The king does not answer. Instead, he takes Alec's blade from its sheath and aims it at the man's throat. There is a fire in the king's eyes, one that startles everyone—even Alec. The blade slides down the glinting reflection of the man's face and meets the fraying ends of his binds. The man barely breathes, afraid that one rise of his chest might spell the end of his life. Will the king do such a thing? Instead, the blade severs the binds from the man's wrists, letting his hands fall limply to his sides.

The man looks up, eyes hopeful. "My Lord?"

The king lowers his head, "My thoughts have been troubled by this pending war—someone among us is planning to bring our ruin. Hence, the decisions I have made involve detainment, questioning and if needed, execution." The word comes out like a threat and the people receive it with hostility and terror in a collected gasp. "But you have my word that no harm will come to you if you speak only what is true. Speak only the truth and I will allow you to leave with your life. If you are proven dishonest, you will be punished."

He descends the steps in a flowy, gliding movement as if flying and stands before Lady Serine. "What have you now to say, silent one?" he questions her, tilting his head to the side, beckoning an answer—a snap in her patience. "Have you no indignation to spirit your words against me?"

She lowers her head in shame and reaches for her phantom shawl, though her binds restrain her. Her eyes are wet with fresh tears, her cheeks burning a flushed red pigment, perhaps a blush in another life, in another time, when the king would have looked upon her with kinder eyes, seen more in her worth admiring. But now she is nothing but a servant woman standing before him, being scolded for speaking out of turn. The silence of the humiliation is deafening.

"Speak," he commands her in a gentler voice.

She looks up and lets her eyes meet his. "I know nothing, My Lord. I swear it. To the Light's rays, I swear it. I only knew the girl, nothing more."

He reads her face, the tears, the red cheeks—the lines and the story they tell. Each of the curves and creases weave a tale of pain and constant fear. The lines did not lie. This woman is petrified and would not dare to lie to her king.

He strokes her cheek with the back of his hand and releases her. "Be gone then, Lady Serine. Your conscience is clean."

And with that, she scatters off into the night, pulling her shawl over her shoulders before fading into the blue lights. The king's attentions turn to the remaining folk who stand in a huddle. One by one, he questions them, each of them speaking no lies, weaving no falsities into the air. The lines do not lie. All of them leave with their lives and consciences intact, though the one that lingers is the woman whose silence is so loud it causes the king's heart to grieve. Though the loss is not his own in the way that it is hers, he feels for her. For the pain of losing a loved one is not foreign to him, he does not hesitate to comfort her there in the blue light. They bask in it for a few moments together, before his hand finds a way into hers—fitting together perfectly like a puzzle piece.
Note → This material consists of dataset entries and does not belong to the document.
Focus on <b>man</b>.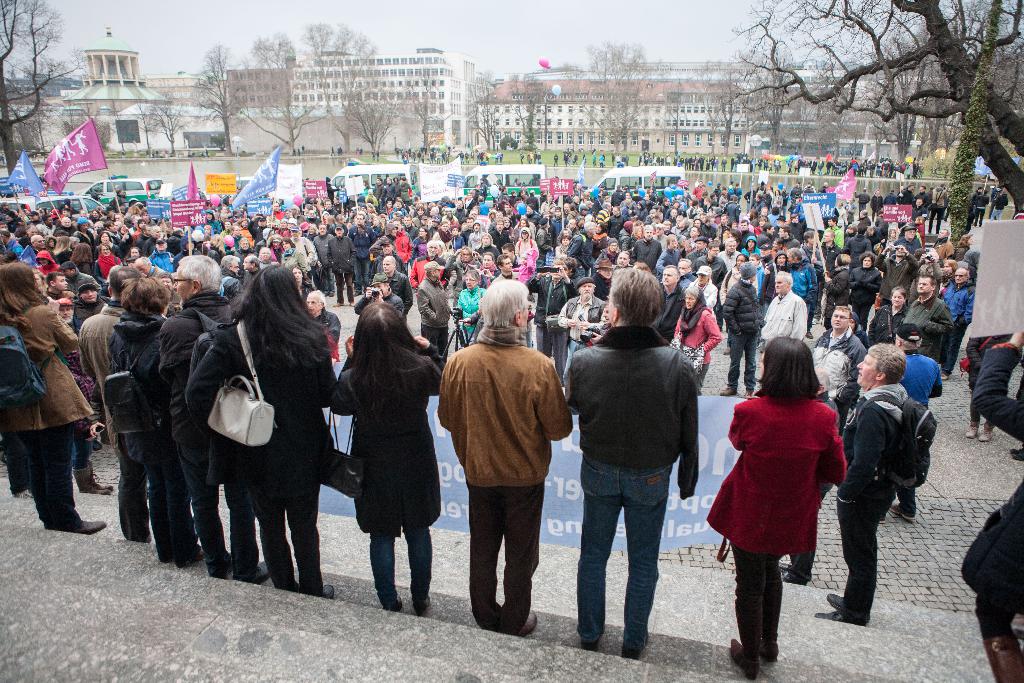
Focused at left=214, top=252, right=247, bottom=301.
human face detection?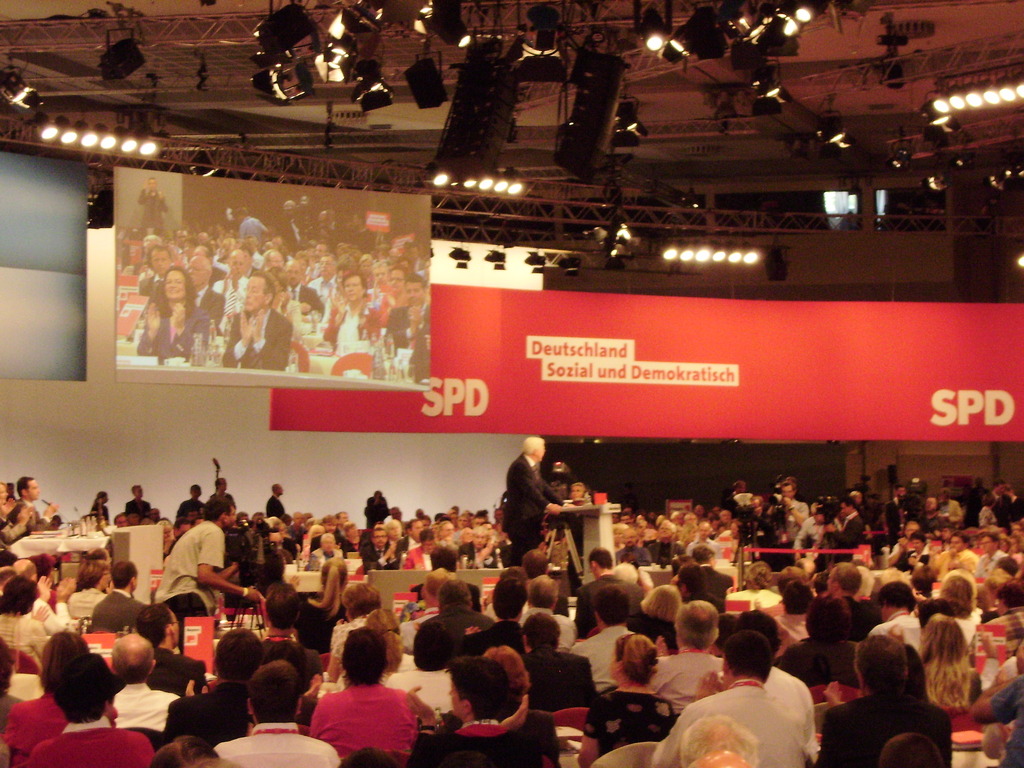
BBox(940, 529, 950, 541)
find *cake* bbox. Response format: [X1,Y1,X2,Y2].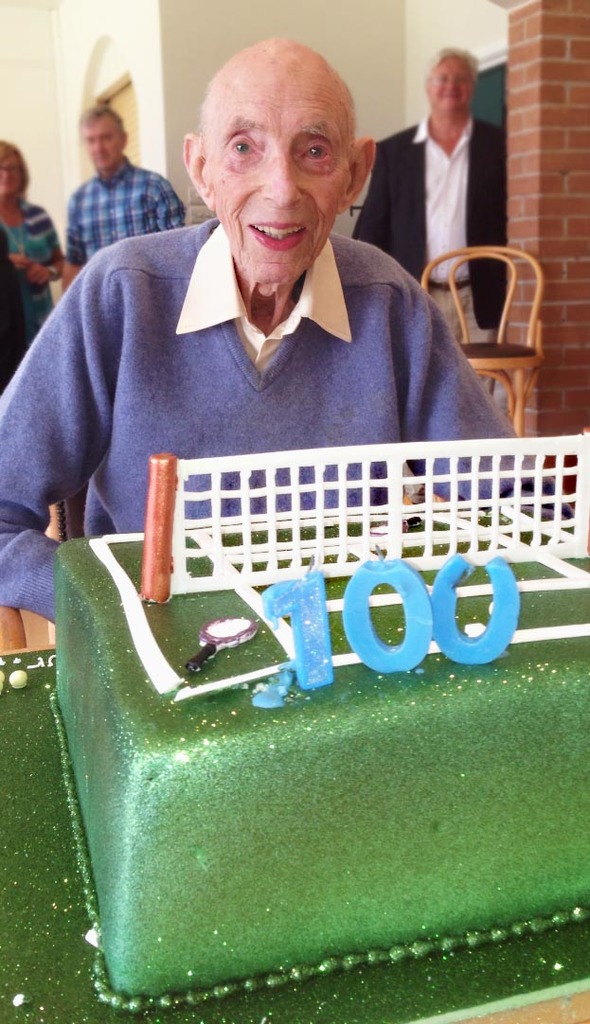
[38,430,589,1014].
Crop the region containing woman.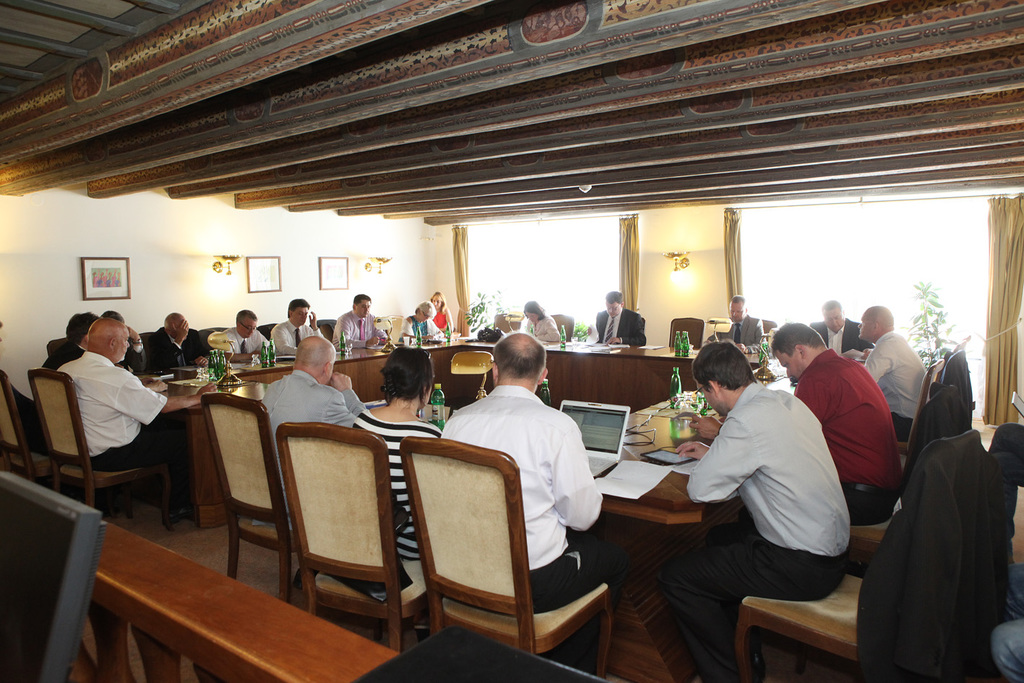
Crop region: bbox=(403, 302, 444, 344).
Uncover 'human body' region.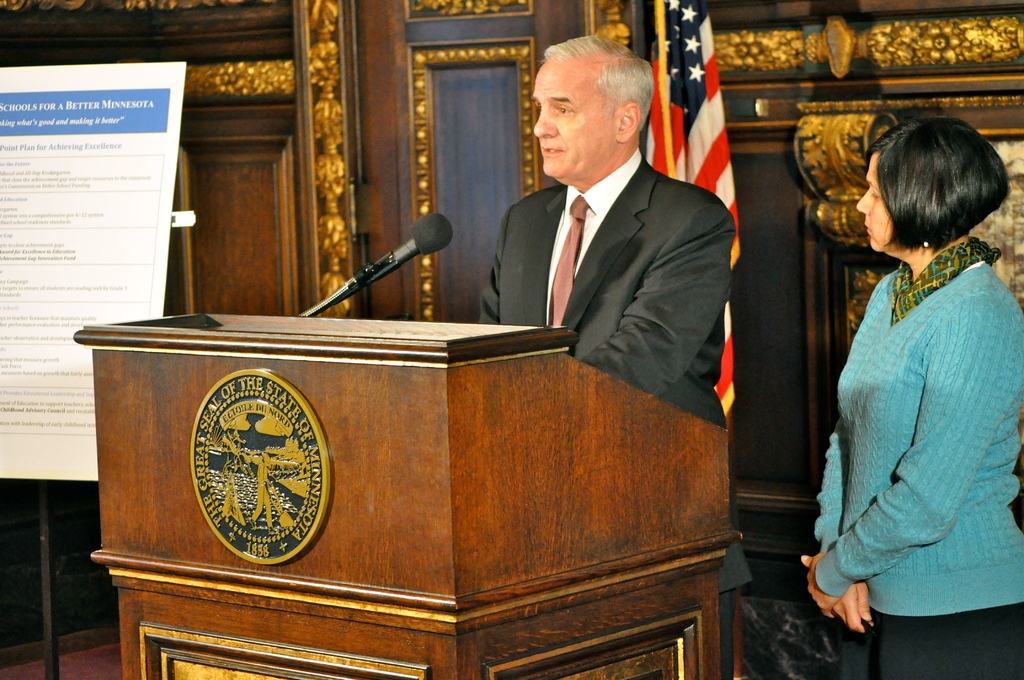
Uncovered: detection(826, 105, 1016, 670).
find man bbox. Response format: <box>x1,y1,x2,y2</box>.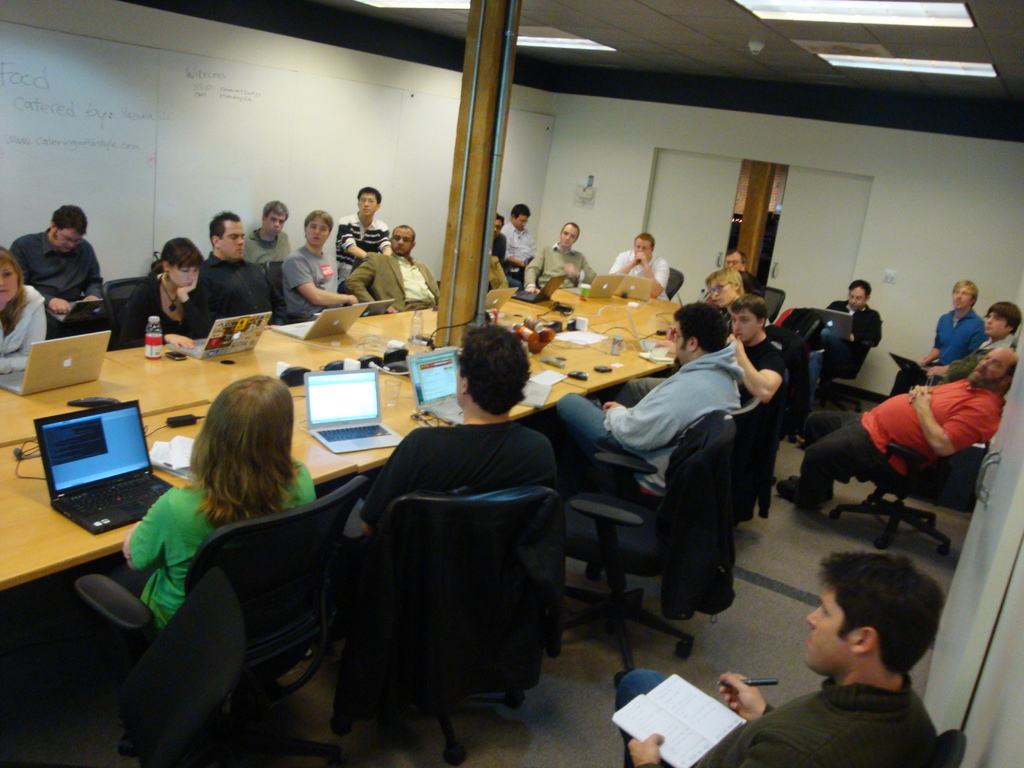
<box>612,302,790,400</box>.
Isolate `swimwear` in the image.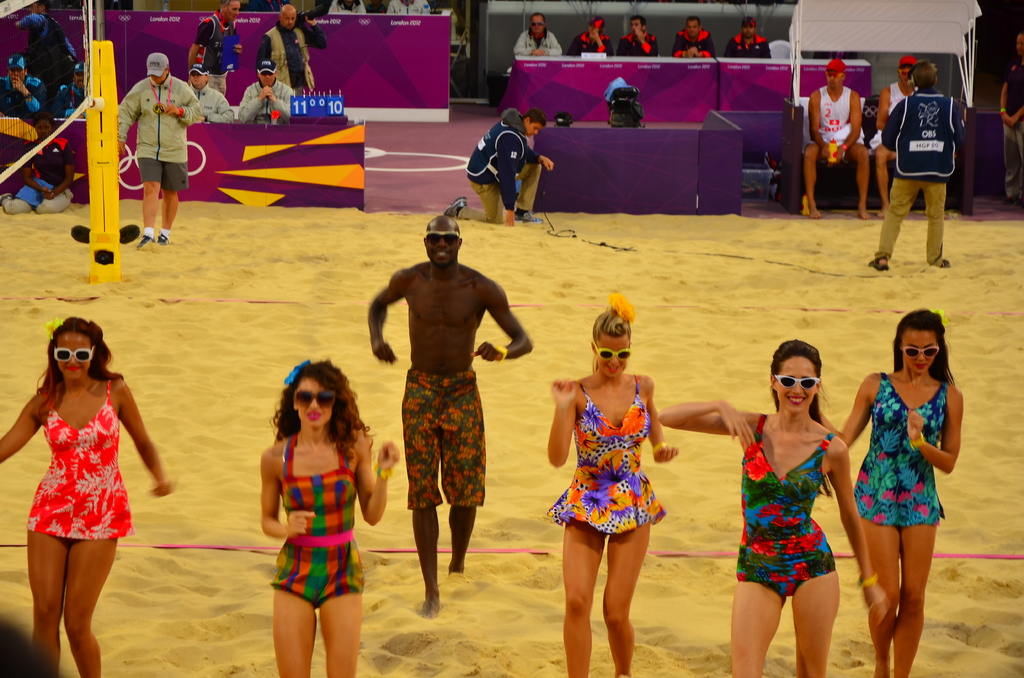
Isolated region: pyautogui.locateOnScreen(397, 369, 490, 512).
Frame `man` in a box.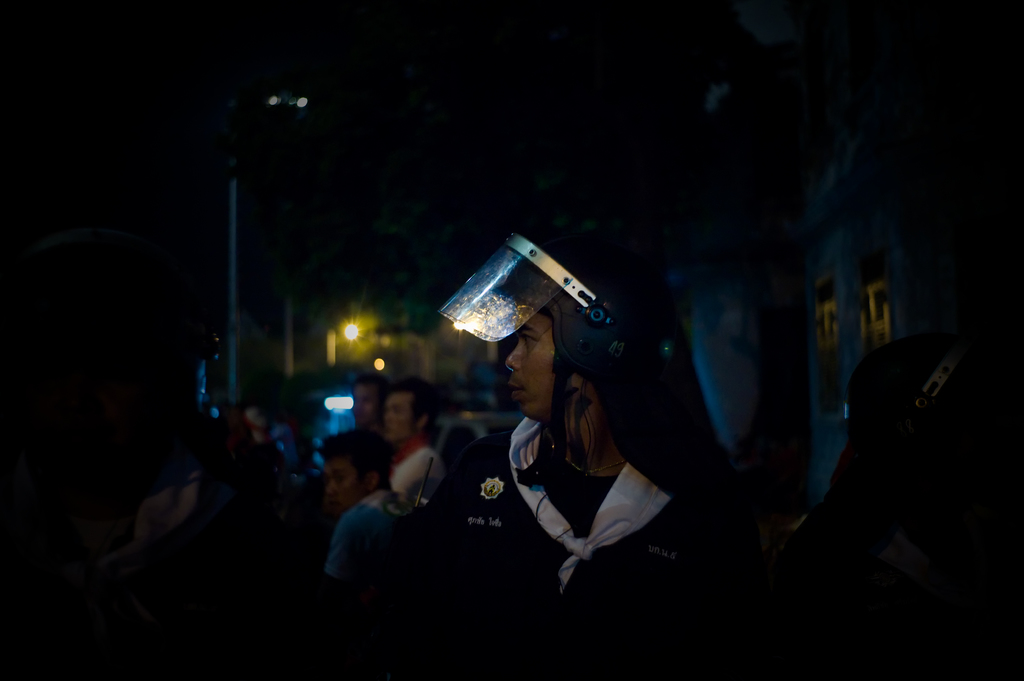
(x1=321, y1=431, x2=411, y2=584).
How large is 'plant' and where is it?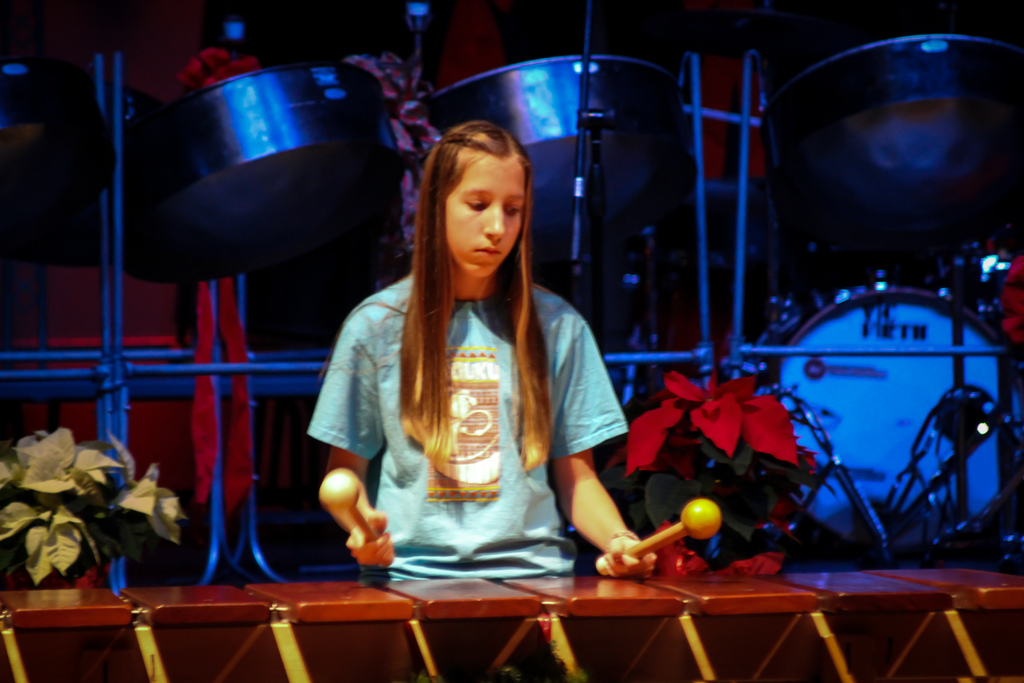
Bounding box: 612, 370, 827, 574.
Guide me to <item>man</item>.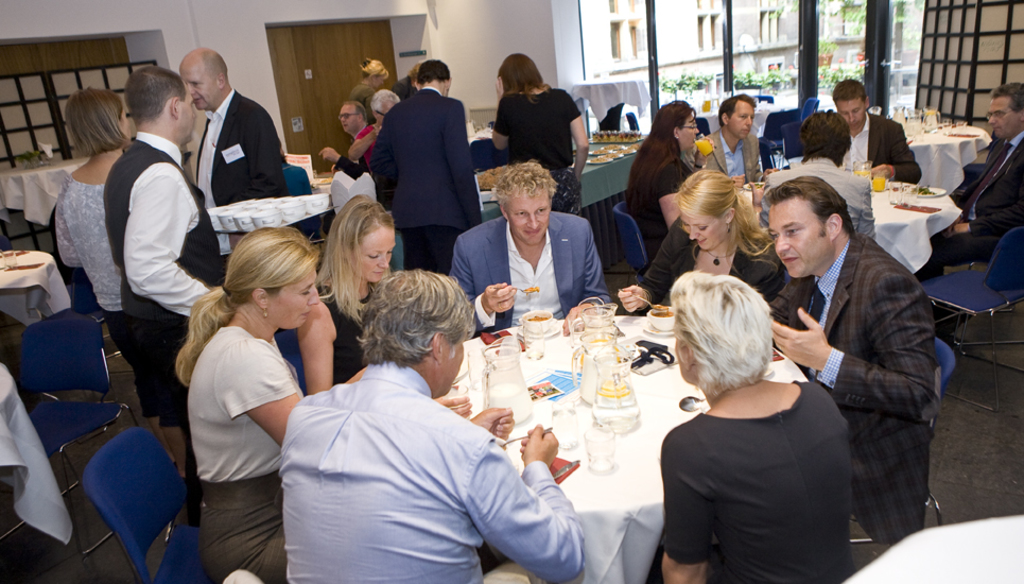
Guidance: 450/158/620/336.
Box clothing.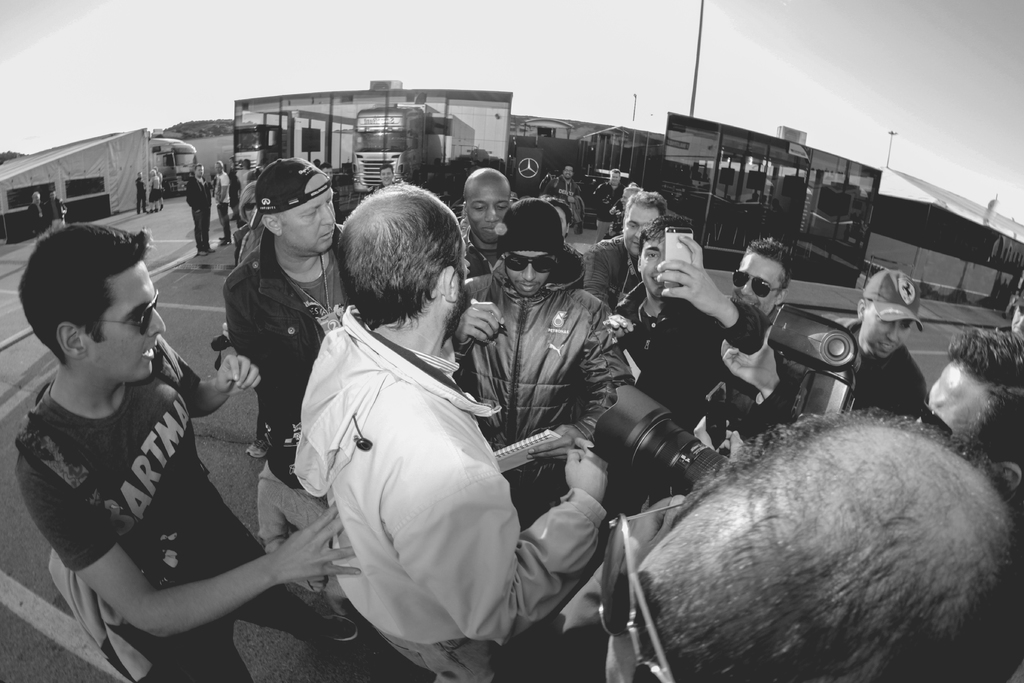
detection(229, 224, 367, 511).
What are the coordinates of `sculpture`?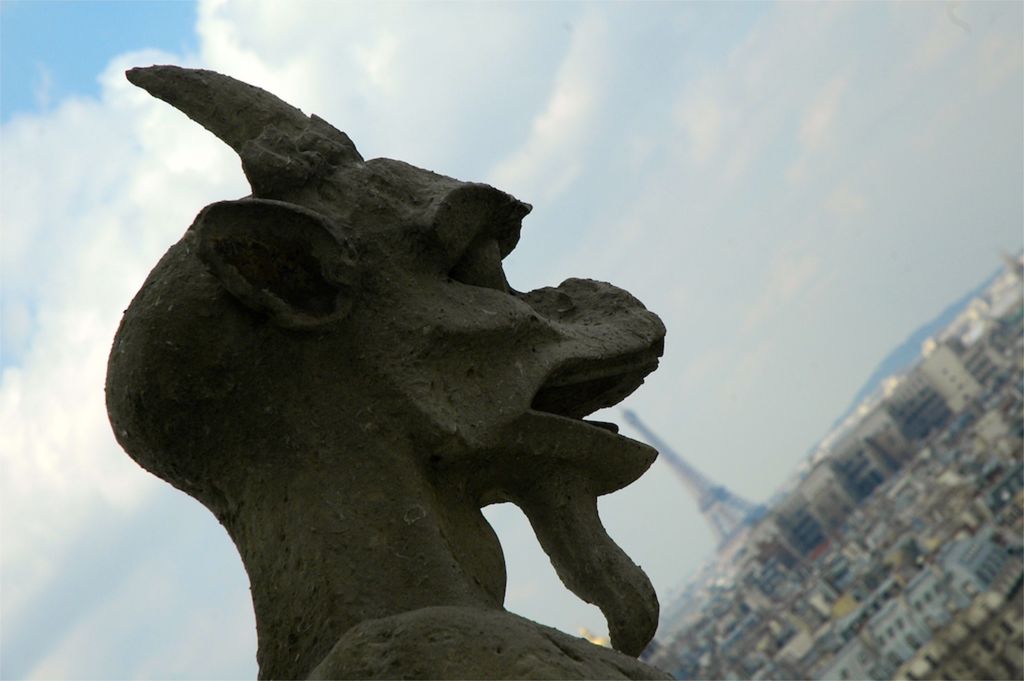
97/52/701/680.
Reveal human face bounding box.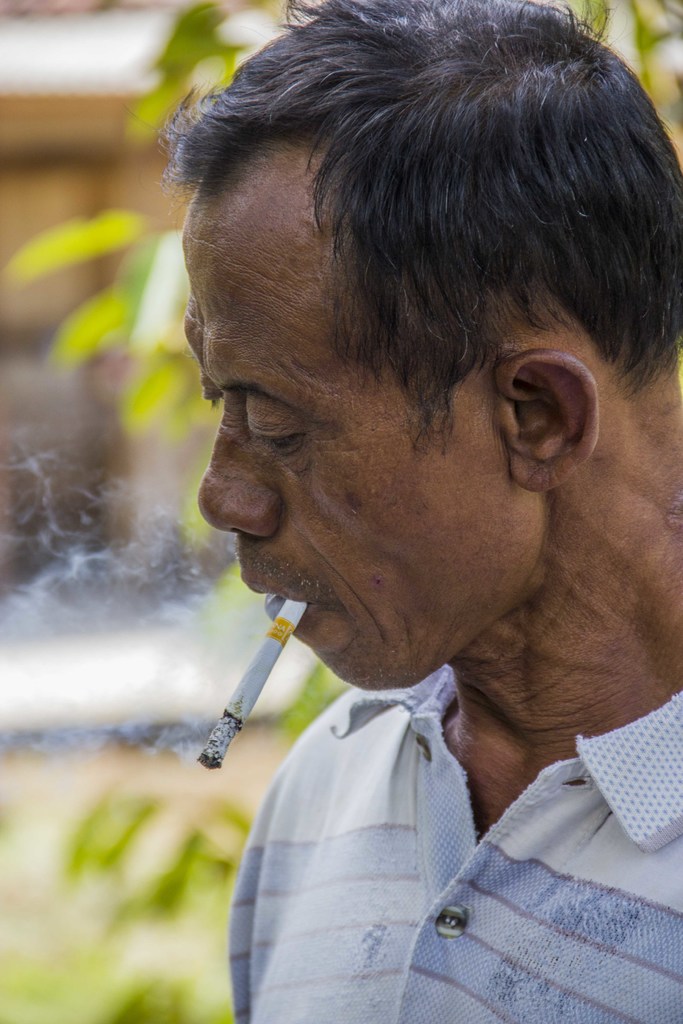
Revealed: 179, 185, 503, 692.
And there, in the shadows, stands Faeore, hooded and cloaked, the blue light illuminating the tears she has shed in the night.

"I saw as much," she whispers to herself there.

The king will love again, she remembered hearing once, during a Prophecy.

The king will lose again, is the other fate she has yet to discover. But she dares not to intervene in her father's business when the rumours of war are swirling so close to the throne. She will wait until the time comes, until she must act upon all she has seen and heard. Until the future finally comes knocking on the gates. Ready or not.